The Caf's John Brimelow did some digging on your
statement, Mr. George, and listened to the audio of
your interview. When asked whether the BOE gold sale
was 1) your decision, 2) whether you were involved, and
3) whether you were consulted (which is a euphemism for
being told), your response was: quot;consulted.quot; When asked
who made the asset allocation decisions on the quot;bank
reserves,quot; your answer was the government (or the
politicians).

Even bullion dealer apologist Andy Smith poohpooed your
bank reserve comments, Mr. George. Thus you have given
new meaning to quot;balderdash.quot;

George Milling-Stanley of the World Gold Council says
gold demand was up 28 percent year-on-year. U.S.
investment demand for gold is also continuing to break
records and rose 141 percent last quarter. The reasons
for the surge in gold buying are fears of a severe
stock market correction and Y2K problems.

A coin dealer in Dallas was on TV yesterday expounding
that his gold coin sales are going through the roof and
were up 100 percent just this past month over last.

Yet the price of gold drifts into oblivion.

Potpourri and the Gold Shares....

In 1929 the Dow was 17.4 percent above its 200-day
moving average in September before the crash. On May 6
this year it was 17 percent above its 200-day moving
average.

On Friday George Soros said that the International
Monetary Fund made several specific policy mistakes in
handling the recent global economic crisis, which, in
his opinion, is now over. quot;It insisted on cutting
public expenditures, when the cause of trouble was in
the private sector; it underestimated the severity of
the contagion; and in the case of Indonesia, it
precipitated a run on the banks by closing some banks
without first putting a deposit insurance scheme in
place.quot;

This is the same IMF that wants to sell its gold to
raise money for debt relief for poor countries. It is
exactly all this gold sale talk, causing lower gold
prices, that is hurting many poor gold-producing
countries, not helping them. And the IMF gold sale talk
is certainly not helping the labor situation in South
Africa.

quot;Johannesburg, May 24 (Bloomberg) -- East Rand
Proprietary Mines Ltd., the highest-cost gold producer
in South Africa, said it could be forced to close
because of gold prices near 20-year lows and the
expiration of a government subsidy.quot;

I just received a call from a highly respected
president of a well-known junior gold company who is
absolutely convinced that GATA is right about gold
market manipulation. He believes that if something is
not done very soon, many of the juniors are not going
to survive. The suppression of the gold price has gone
on just too long for many to hold out much longer.

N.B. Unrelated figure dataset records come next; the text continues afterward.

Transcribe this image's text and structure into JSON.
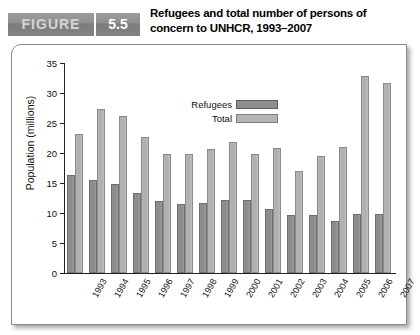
{
  "figure": {
    "word": "FIGURE",
    "number": "5.5",
    "title": "Refugees and total number of persons of concern to UNHCR, 1993–2007"
  },
  "legend": {
    "items": [
      {
        "label": "Refugees",
        "color": "#8d8d8d"
      },
      {
        "label": "Total",
        "color": "#b5b5b5"
      }
    ]
  },
  "chart_data": {
    "type": "bar",
    "title": "Refugees and total number of persons of concern to UNHCR, 1993–2007",
    "xlabel": "",
    "ylabel": "Population (millions)",
    "ylim": [
      0,
      35
    ],
    "yticks": [
      0,
      5,
      10,
      15,
      20,
      25,
      30,
      35
    ],
    "grid": false,
    "legend_position": "inside-top-center",
    "categories": [
      "1993",
      "1994",
      "1995",
      "1996",
      "1997",
      "1998",
      "1999",
      "2000",
      "2001",
      "2002",
      "2003",
      "2004",
      "2005",
      "2006",
      "2007"
    ],
    "series": [
      {
        "name": "Refugees",
        "color": "#8d8d8d",
        "values": [
          16.3,
          15.5,
          14.9,
          13.4,
          12.0,
          11.5,
          11.7,
          12.1,
          12.1,
          10.6,
          9.6,
          9.6,
          8.7,
          9.9,
          9.9
        ]
      },
      {
        "name": "Total",
        "color": "#b5b5b5",
        "values": [
          23.2,
          27.4,
          26.1,
          22.7,
          19.8,
          19.9,
          20.6,
          21.9,
          19.9,
          20.8,
          17.0,
          19.5,
          21.0,
          32.9,
          31.7
        ]
      }
    ]
  }
}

I hate to talk like that, but this is quot;talk turkeyquot;
time; the old birds-and-bees talk.

Robert Hoye of Vancouver, British Columbia, Canada, is
well known in academic circles for his quantum
research. I have had the pleasant opportunity to speak
with Bob from time to time and am always interested to
know what he has to say about the markets. In essence,
he is of the camp that we are still in a deflationary
spiral but that this is going to be very bullish for
gold. He looks for credit problems to develop and the
quality spreads to widen (he sent a chart showing that
the emerging debt to U.S. Treasury yield spreads are
already widening).

Bob likes to point to the widening of the gold-silver
ratio as a technical signal of further deflation
problems. It would appear he has his signal, as silver
has been trashed of late, following the retreat of the
base metals.

A report issued by Gold Fields Mineral Services, which
indicated that demand was down by 2 percent last year,
was a reason sighted for silver's selloff. Perhaps, but
the report also indicated that the silver supply/demand
deficit is now in its 11th year. At the bottom of the
copper market in early 1987 bearish fundamentals were
given by analysts such as GFMS for the copper price of
60 cents. Our camp paid no attention then to the so-
called experts. The trade associations and brokerage
house analysts were bearish to a man in February that
year. By December the copper price was $1.46.

The silver play will be just as grand.